Regarding 1. No, I don't think so. But any statistical program (R, SAS, SPSS) will do this for you. Unless you had numbers for the different categories, in which case what you did is just wrong. What software did you use? Can you show us code? (From question 2 it looks like you use SPSS).
Regarding 2. Can you please give us context? What variables are these? If M is "causing" X, then it sounds like X is mediating the relationship between X and Y.
Regarding 3. I Googled Hayes macro and found that he has written different macros for different kinds of mediation. Given that, it isn't surprising that they give different answers. What are you trying to do?
The "focal" association between category $i$ of one nominal variable and category $j$ of the other one is expressed by the frequency residual in the cell $ij$, as we know. If the residual is 0 then it means the frequency is what is expected when the two nominal variables are not associated. The larger the residual the greater is the association due to the overrepresented combination $ij$ in the sample. The large negative residual equivalently says of the underrepresented combination. So, frequency residual is what you want.
Raw residuals are not suitable though, because they depend on the marginal totals and the overall total and the table size: the value is not standardized in any way. But SPSS can display you standardized residuals also called Pearson residuals. St. residual is the residual divided by an estimate of its standard deviation (equal to the sq. root of the expected value). St. residuals of a table have mean 0 and st. dev. 1; therefore, st. residual serves a z-value, like z-value in a distribution of a quantitative variable (actually, it is z in Poisson distribution). St. residuals are comparable between different tables of same size and the same total $N$. Chi-square statistic of a contingency table is the sum of the squared st. residuals in it. Comparing st. residuals in a table and across same-volumed tables helps identify the particular cells that contribute most to chi-square statistic.
SPSS also displays adjusted residuals (= adjusted standardized residuals). Adj. residual is the residual divided by an estimate of its standard error. Interesting that adj. residual is just equal to $\sqrt{N}r_{ij}$, where $N$ is the grand total and $r_{ij}$ is the Pearson correlation (alias Phi correlation) between dummy variables corresponding to the categories $i$ and $j$ of the two nominal variables. This $r$ is exactly what you say you want to compute. Adj. residual is directly related to it.
Unlike st. residual, adj. residual is also standardized wrt to the shape of the marginal distributions in the table (it takes into consideration the expected frequency not only in that cell but also in the cells outside its row and its column) and so you can directly see the strength of the tie between categories $i$ and $j$ - without worrying about whether their marginal totals are big or small relative the other categories'. Adj. residual is also like a z-score, but now it is like z of normal (not Poisson) distribution. If adj. residual is above 2 or below -2 you may conclude it is significant at p<0.05
level$^1$. Adj. residuals are still effected by $N$; $r$'s are not, but you can obtain all the $r$s from adj. residuals, following the above formula, without spending time to produce dummy variables.$^2$
In regard to your second question, about 3-way category ties - this is possible as part of the general loglinear analysis which also displays residuals. However, practical use of 3-way cell residuals is modest: 3(+)-way association measures are not easily standardized and are not easily interpretable.
$^1$ In st. normal curve $1.96 \approx 2$ is the cut-point of 2.5% tail, so 5% if you consider both tails as with 2-sided alternative hypothesis.
$^2$ It follows that the significance of the adjusted residual in cell $ij$ equals the significance of $r_{ij}$. Besides, if there is only 2 columns in the table and you are performing z-test of proportions between $\text {Pr}(i,1)$ and $\text {Pr}(i,2)$, column proportions for row $i$, the p-value of that test equals the significance of both (any) adj. residuals in row $i$ of the 2-column table.
Best Answer
As your DV can only take integer values it isn't really a continuous variable, so it's not surprising that your plot of residuals has a set of peaks and valleys around an underlying normal curve. Technically such data are best handled by ordinal regression, which allows for an ordered set of discrete categories in the DV.
Depending on the stage of your study, you may be able to learn enough from your multiple regression as you have performed it. You typically want more categories in the DV than this to approximate a set of integer values as a continuous DV, but the residuals don't seem to be skewed and if they also don't depend on the predicted values then you might be doing well enough. You will have to be careful to admit that your data might not strictly meet the criteria for standard interpretation of p-values.
With respect to the imbalanced distribution among levels of your nominal independent variable, one problem is that you will have more imprecise estimates of the effects of the levels that have the smaller numbers of cases. The estimates of the effects of the different countries of origin will also be correlated. Furthermore, the imbalance can complicate some types of ANOVA tests in which you try to apportion variance between, say, between the native/non-native and country-of-origin predictors. Finally, it will be hard to be sure that your results will generalize well to other samples. Short of obtaining more data there isn't much you can do about the imbalance. You might consider bootstrapping to get a bit more confidence in the generalizability of your model than the initial multiple regression can provide on its own.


If a record holds a picture, drop the picture and copy everything else exactly.

------------------------------------------------------------

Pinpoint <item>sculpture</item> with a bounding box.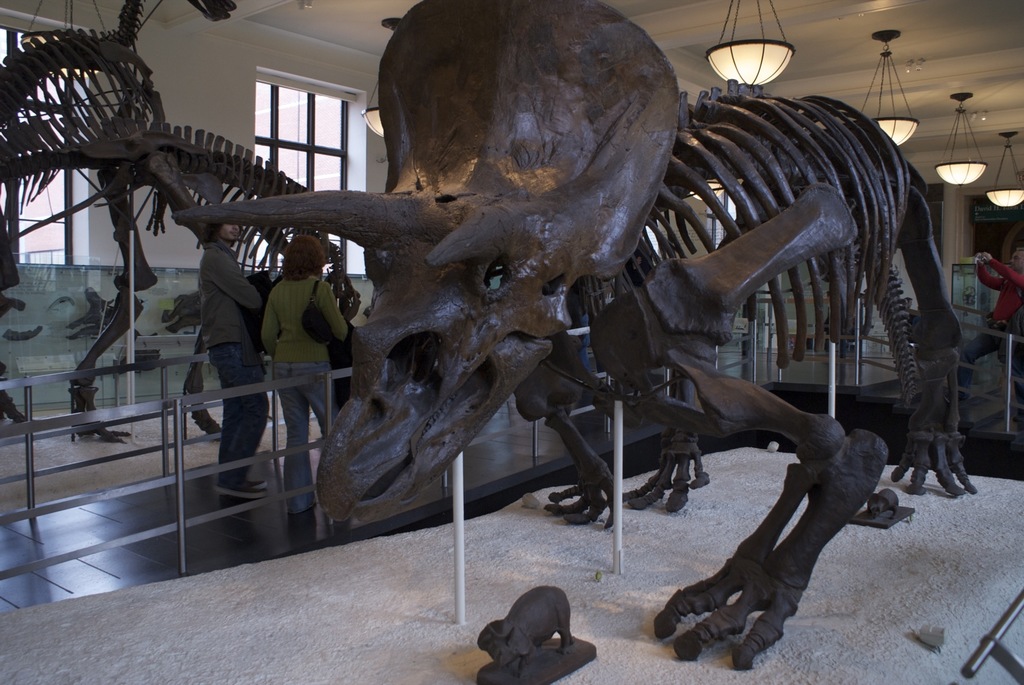
BBox(456, 577, 609, 684).
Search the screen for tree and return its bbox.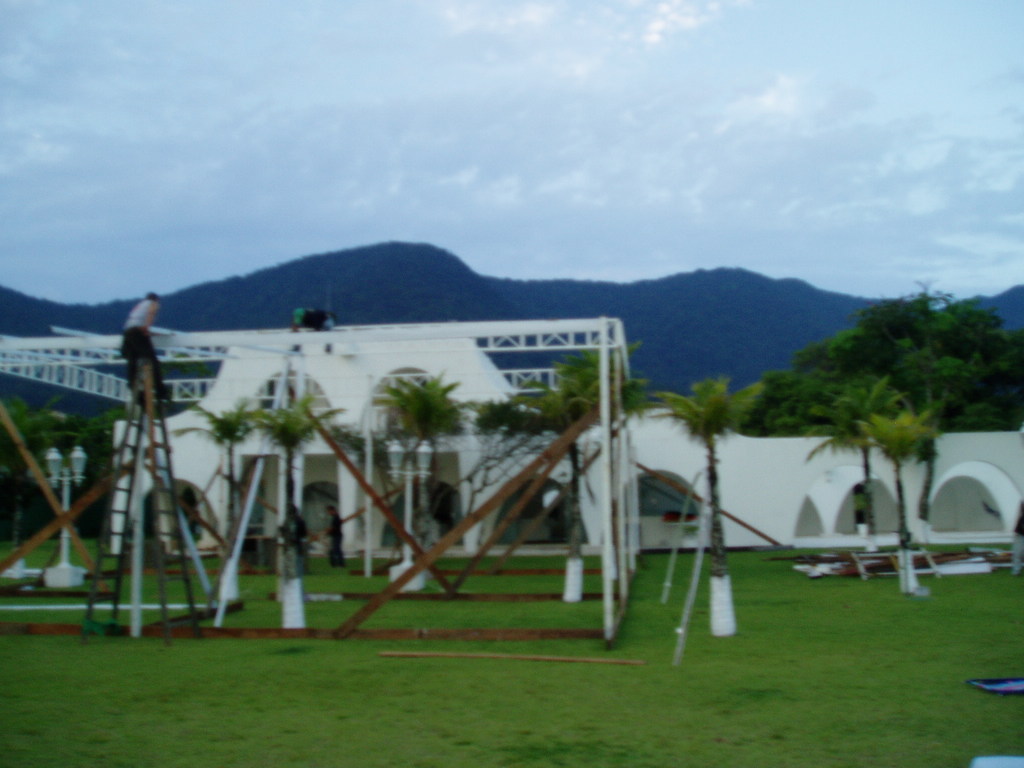
Found: <box>475,358,634,602</box>.
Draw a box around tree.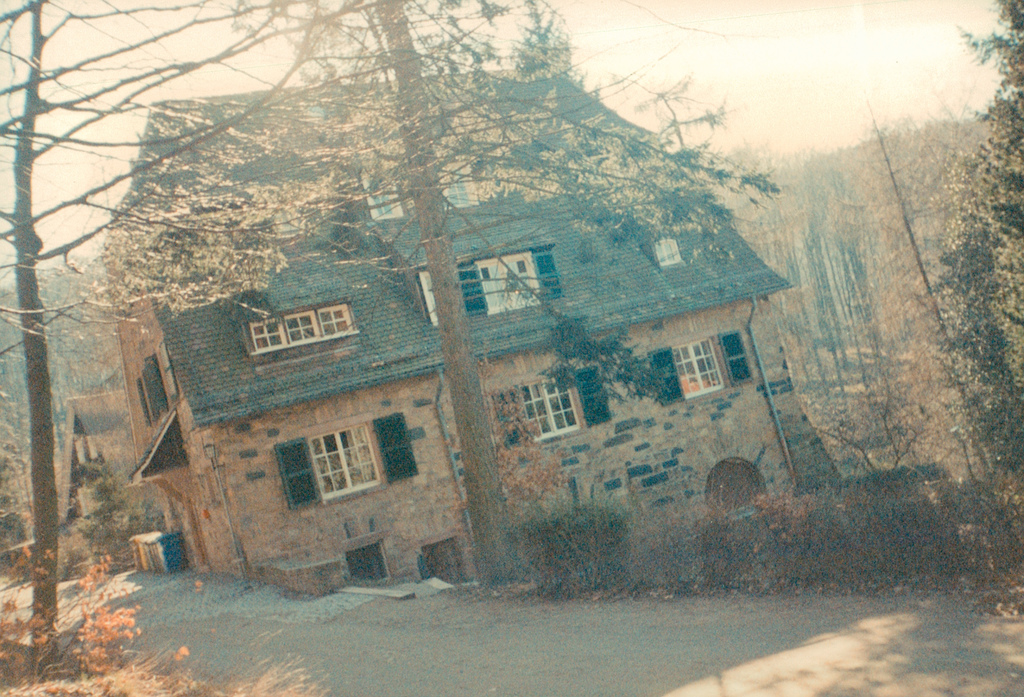
(left=0, top=0, right=781, bottom=696).
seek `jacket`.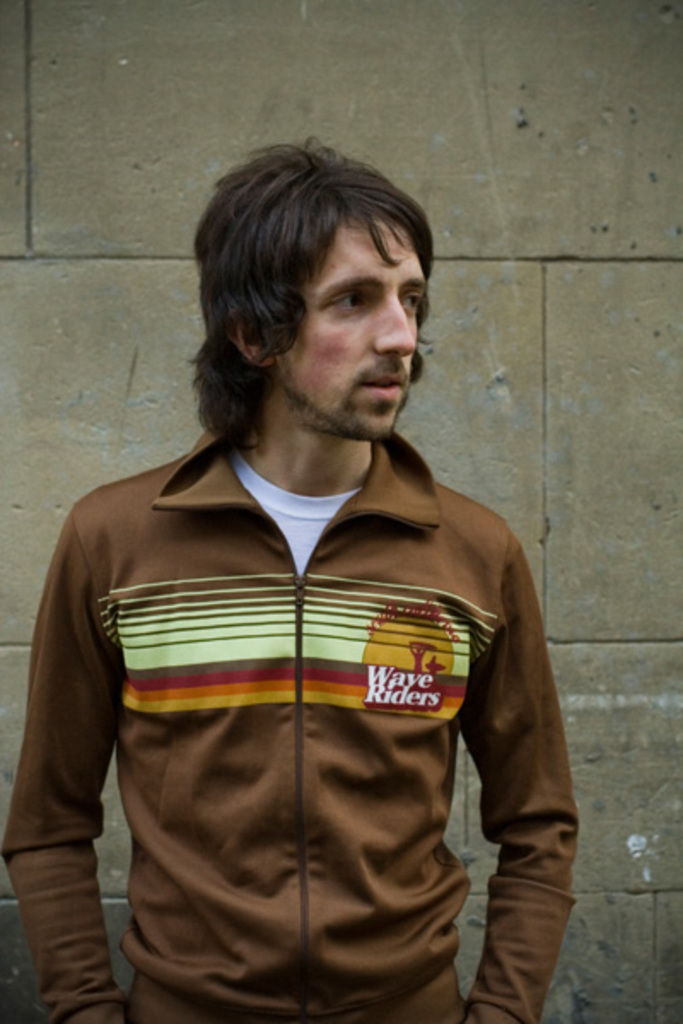
crop(2, 292, 616, 954).
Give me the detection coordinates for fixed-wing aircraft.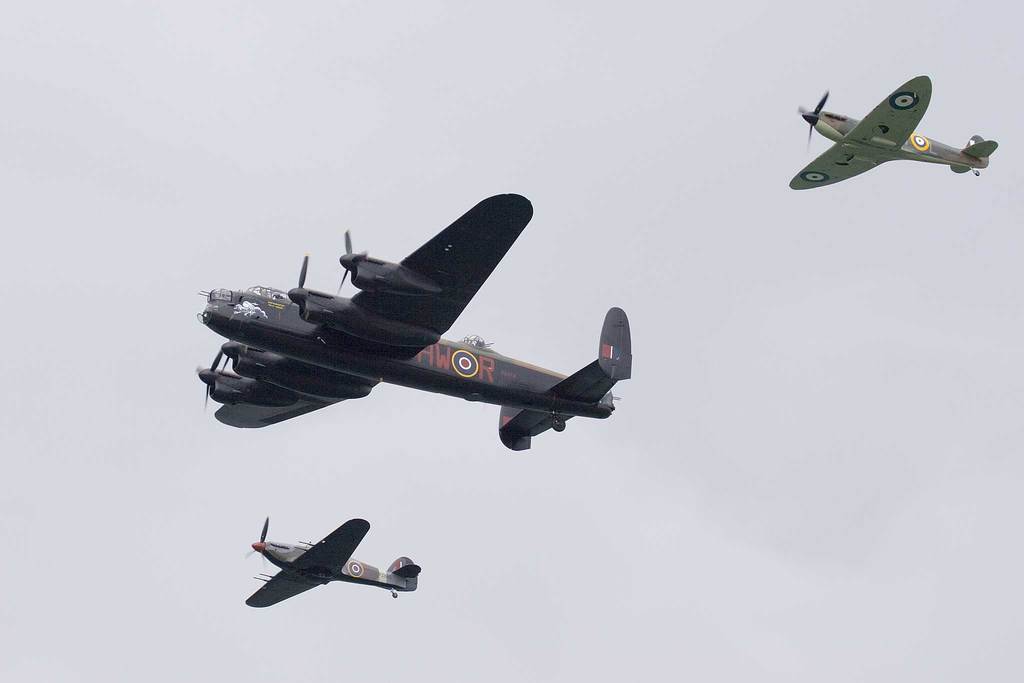
crop(198, 188, 634, 453).
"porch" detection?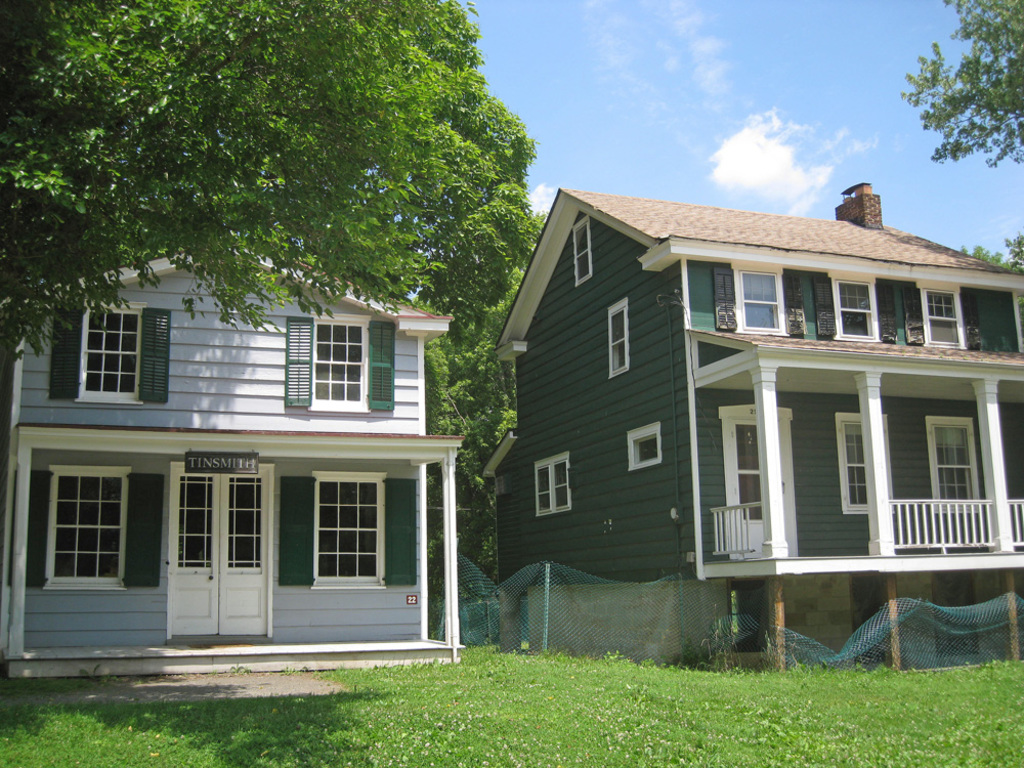
BBox(7, 451, 471, 670)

------------------------------------------------------------

# OUTPUT OF THE EXERCISE
Pinpoint <item>sculpture</item> with a bounding box.
BBox(456, 577, 609, 684).
Search the screen for tree and return its bbox.
Found: <box>475,358,634,602</box>.
Draw a box around tree.
(left=0, top=0, right=781, bottom=696).
seek `jacket`.
crop(2, 292, 616, 954).
Give me the detection coordinates for fixed-wing aircraft.
crop(198, 188, 634, 453).
"porch" detection?
BBox(7, 451, 471, 670)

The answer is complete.